Usage (the AI calls this automatically, or you can run it directly):

# Screenshot any page
claudio-screenshot take http://localhost:8080

# Full page capture
claudio-screenshot take http://localhost:8080 --full-page

# Save a session for protected pages (interactive — supports OAuth, OTP, SSO)
claudio-screenshot session save myapp --url http://localhost:8080 --interactive

# Screenshot a protected page using a saved session
claudio-screenshot take http://localhost:8080/dashboard --session myapp --full-page

Once installed, just ask Claudio: "take a screenshot of localhost:8080/dashboard" — it will capture, compress, and analyze the UI inline.


Model Configuration

Multi-Provider Support

Claudio supports routing models to different API providers (Groq, OpenAI, Ollama, Together, vLLM, or any OpenAI-compatible endpoint) alongside the default Anthropic backend.

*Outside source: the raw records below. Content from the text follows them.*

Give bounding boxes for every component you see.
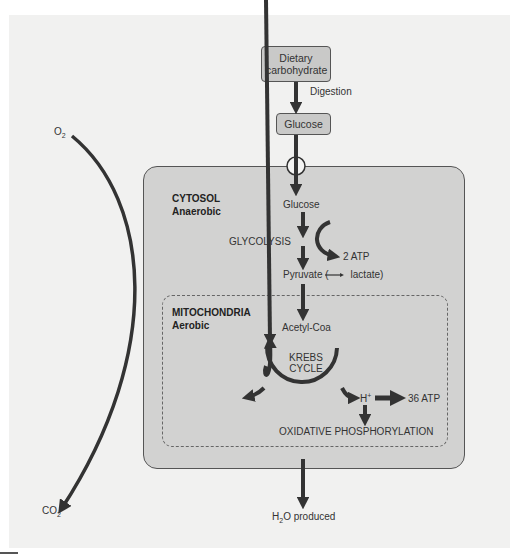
krebs-arrow-out-right: [342, 388, 354, 398]
atp-glycolysis-arrow: [317, 222, 334, 256]
krebs-arrow-out-left: [248, 388, 264, 397]
pathway-arrows: [0, 0, 526, 559]
krebs-cycle-arc: [267, 346, 337, 382]
gas-exchange-arrow: [62, 136, 135, 508]
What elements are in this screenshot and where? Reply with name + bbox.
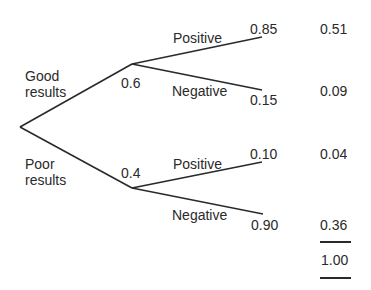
prob-poor-negative: 0.90 <box>251 217 278 233</box>
prob-good-negative: 0.15 <box>250 92 277 108</box>
label-poor: Poor results <box>25 156 66 188</box>
label-poor-positive: Positive <box>173 156 222 172</box>
total-value: 1.00 <box>321 252 348 268</box>
sum-rule-bottom <box>320 277 351 279</box>
label-good-positive: Positive <box>173 30 222 46</box>
prob-poor-positive: 0.10 <box>250 146 277 162</box>
joint-poor-positive: 0.04 <box>320 146 347 162</box>
label-good-line1: Good <box>25 68 66 84</box>
sum-rule-top <box>320 241 351 243</box>
label-good-negative: Negative <box>172 83 227 99</box>
label-good-line2: results <box>25 84 66 100</box>
label-good: Good results <box>25 68 66 100</box>
joint-good-negative: 0.09 <box>320 83 347 99</box>
label-poor-negative: Negative <box>172 207 227 223</box>
joint-good-positive: 0.51 <box>320 21 347 37</box>
joint-poor-negative: 0.36 <box>320 217 347 233</box>
prob-good: 0.6 <box>121 75 140 91</box>
label-poor-line2: results <box>25 172 66 188</box>
prob-poor: 0.4 <box>121 165 140 181</box>
label-poor-line1: Poor <box>25 156 66 172</box>
prob-good-positive: 0.85 <box>250 21 277 37</box>
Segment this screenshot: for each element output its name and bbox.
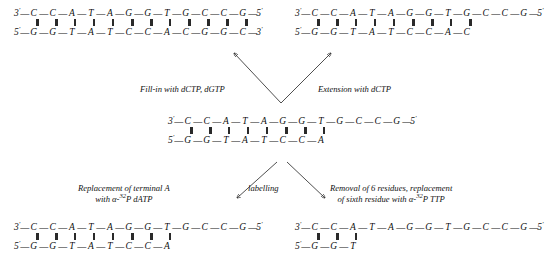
bond-dash: — xyxy=(472,222,480,233)
nucleotide-bottom-0: G xyxy=(28,241,39,252)
nucleotide-top-7: T xyxy=(161,8,172,19)
nucleotide-bottom-7: A xyxy=(442,27,453,38)
base-pair-bond-2 xyxy=(74,19,76,26)
bond-dash: — xyxy=(96,241,104,252)
nucleotide-top-9: C xyxy=(199,222,210,233)
nucleotide-top-6: G xyxy=(296,116,307,127)
bottom-strand: 5′—G—G—T—A—T—C—C—A—C xyxy=(295,27,544,38)
bond-dash: — xyxy=(301,27,309,38)
strand-top-right-end: 5′ xyxy=(256,222,262,233)
bond-dash: — xyxy=(396,222,404,233)
bond-dash: — xyxy=(191,27,199,38)
nucleotide-top-9: C xyxy=(199,8,210,19)
bond-dash: — xyxy=(58,27,66,38)
nucleotide-top-7: T xyxy=(315,116,326,127)
bond-dash: — xyxy=(77,27,85,38)
nucleotide-top-2: A xyxy=(347,8,358,19)
nucleotide-bottom-8: C xyxy=(461,27,472,38)
base-pair-bond-6 xyxy=(431,19,434,26)
label-replacement-line2-pre: with α- xyxy=(95,194,119,204)
nucleotide-top-4: A xyxy=(104,8,115,19)
bond-dash: — xyxy=(39,222,47,233)
base-pair-bond-0 xyxy=(36,233,39,240)
nucleotide-bottom-1: G xyxy=(328,241,339,252)
bond-dash: — xyxy=(174,116,182,127)
nucleotide-bottom-2: T xyxy=(347,27,358,38)
bond-dash: — xyxy=(229,27,237,38)
nucleotide-bottom-8: C xyxy=(180,27,191,38)
nucleotide-top-10: C xyxy=(372,116,383,127)
bond-dash: — xyxy=(39,27,47,38)
bond-dash: — xyxy=(288,135,296,146)
nucleotide-bottom-3: A xyxy=(366,27,377,38)
bond-dash: — xyxy=(491,8,499,19)
nucleotide-top-8: G xyxy=(180,222,191,233)
nucleotide-bottom-6: C xyxy=(142,241,153,252)
nucleotide-bottom-7: A xyxy=(315,135,326,146)
label-fill-in: Fill-in with dCTP, dGTP xyxy=(140,84,225,95)
bottom-strand: 5′—G—G—T—A—T—C—C—A—C—G—G—C—3′ xyxy=(14,27,263,38)
base-pair-bonds xyxy=(295,233,544,241)
base-pair-bond-9 xyxy=(207,19,210,26)
bond-dash: — xyxy=(415,8,423,19)
base-pair-bond-4 xyxy=(112,19,114,26)
bond-dash: — xyxy=(191,222,199,233)
bond-dash: — xyxy=(339,222,347,233)
base-pair-bond-5 xyxy=(131,233,134,240)
nucleotide-top-6: G xyxy=(423,8,434,19)
nucleotide-bottom-4: T xyxy=(104,241,115,252)
nucleotide-bottom-3: A xyxy=(239,135,250,146)
nucleotide-top-2: A xyxy=(220,116,231,127)
nucleotide-top-6: G xyxy=(423,222,434,233)
nucleotide-bottom-4: T xyxy=(104,27,115,38)
bond-dash: — xyxy=(396,27,404,38)
bond-dash: — xyxy=(248,8,256,19)
nucleotide-top-11: G xyxy=(391,116,402,127)
nucleotide-top-5: G xyxy=(123,8,134,19)
nucleotide-bottom-1: G xyxy=(47,241,58,252)
nucleotide-top-2: A xyxy=(66,222,77,233)
bond-dash: — xyxy=(250,135,258,146)
bottom-strand: 5′—G—G—T—A—T—C—C—A xyxy=(14,241,263,252)
bond-dash: — xyxy=(320,241,328,252)
bond-dash: — xyxy=(39,8,47,19)
nucleotide-bottom-5: C xyxy=(277,135,288,146)
nucleotide-bottom-6: C xyxy=(423,27,434,38)
nucleotide-top-7: T xyxy=(161,222,172,233)
bond-dash: — xyxy=(358,8,366,19)
bond-dash: — xyxy=(153,241,161,252)
nucleotide-top-5: G xyxy=(404,8,415,19)
bond-dash: — xyxy=(193,135,201,146)
nucleotide-bottom-5: C xyxy=(123,27,134,38)
label-removal-line2-post: P TTP xyxy=(423,194,445,204)
nucleotide-top-9: C xyxy=(480,8,491,19)
nucleotide-bottom-7: A xyxy=(161,241,172,252)
nucleotide-bottom-2: T xyxy=(220,135,231,146)
bond-dash: — xyxy=(193,116,201,127)
nucleotide-top-3: T xyxy=(366,222,377,233)
bond-dash: — xyxy=(453,27,461,38)
duplex-top-left: 3′—C—C—A—T—A—G—G—T—G—C—C—G—5′5′—G—G—T—A—… xyxy=(14,8,263,38)
bond-dash: — xyxy=(191,8,199,19)
nucleotide-top-8: G xyxy=(180,8,191,19)
base-pair-bond-3 xyxy=(247,127,249,134)
label-replacement-line2-post: P dATP xyxy=(126,194,153,204)
nucleotide-top-4: A xyxy=(385,222,396,233)
base-pair-bond-5 xyxy=(285,127,288,134)
bond-dash: — xyxy=(529,222,537,233)
bond-dash: — xyxy=(529,8,537,19)
nucleotide-bottom-0: G xyxy=(309,27,320,38)
bond-dash: — xyxy=(339,241,347,252)
nucleotide-bottom-9: G xyxy=(199,27,210,38)
top-strand: 3′—C—C—A—T—A—G—G—T—G—C—C—G—5′ xyxy=(295,222,544,233)
nucleotide-bottom-6: C xyxy=(142,27,153,38)
nucleotide-bottom-1: G xyxy=(328,27,339,38)
nucleotide-bottom-2: T xyxy=(66,27,77,38)
bond-dash: — xyxy=(510,222,518,233)
bond-dash: — xyxy=(134,8,142,19)
base-pair-bond-3 xyxy=(93,19,95,26)
nucleotide-top-7: T xyxy=(442,8,453,19)
nucleotide-bottom-4: T xyxy=(258,135,269,146)
nucleotide-top-4: A xyxy=(385,8,396,19)
bond-dash: — xyxy=(115,8,123,19)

Configure providers and routing rules in your settings (~/.claudio/settings.json or .claudio/settings.json):

{
  "providers": {
    "groq": {
      "apiBase": "https://api.groq.com/openai/v1",
      "apiKey": "$GROQ_API_KEY",
      "type": "openai"
    },
    "openai": {
      "apiBase": "https://api.openai.com/v1",
      "apiKey": "$OPENAI_API_KEY",
      "type": "openai"
    },
    "ollama": {
      "apiBase": "http://localhost:11434/v1",
      "type": "openai"
    }
  },
  "modelRouting": {
    "llama-*": "groq",
    "mixtral-*": "groq",
    "gemma*": "groq",
    "gpt-*": "openai",
    "o1*": "openai",
    "qwen*": "ollama"
  }
}
Field Description
providers.<name>.apiBase Base URL for the provider's API
providers.<name>.apiKey API key (plain string or $ENV_VAR to read from environment)
providers.<name>.type "openai" for OpenAI-compatible APIs, "anthropic" for Anthropic-compatible
modelRouting.<pattern> Glob pattern mapping model names to a provider name

Models that don't match any routing pattern use the default Anthropic backend. To use a routed model, set it with --model or in settings.json:

# Use Groq's Llama model
claudio --model llama-3.3-70b-versatile

# Use OpenAI
claudio --model gpt-4o

# Use local Ollama
claudio --model qwen2.5-coder

Thinking, effort, and prompt caching features are Anthropic-only and are automatically skipped for non-Anthropic providers.

Extended Thinking

Control the model's reasoning process:

Mode Setting Description
Auto "" Adaptive thinking for supported models (default)
Adaptive "adaptive" Model decides when and how much to think
Enabled "enabled" Always think with a configurable token budget
Disabled "disabled" No extended thinking

When using enabled mode, set budgetTokens (e.g., 32000 for 32k tokens).

Effort Level

Control reasoning depth independently from thinking:

Level Description
low Quick, minimal overhead
medium Balanced speed and intelligence (default)
high Comprehensive, extensive reasoning

Configure in settings or switch at runtime via /model.

Model Capabilities Cache

Model capabilities (context window, max output tokens) are cached in ~/.claudio/cache/model-capabilities.json. Falls back to hardcoded defaults if no cache exists.


Output Styles

Control response formatting with /output-style or the outputStyle setting:

Style Description
normal Default behavior
concise Brief, direct responses. Skip preamble and summaries.
verbose Detailed explanations with reasoning and examples.
markdown Well-structured Markdown with headers, code blocks, tables.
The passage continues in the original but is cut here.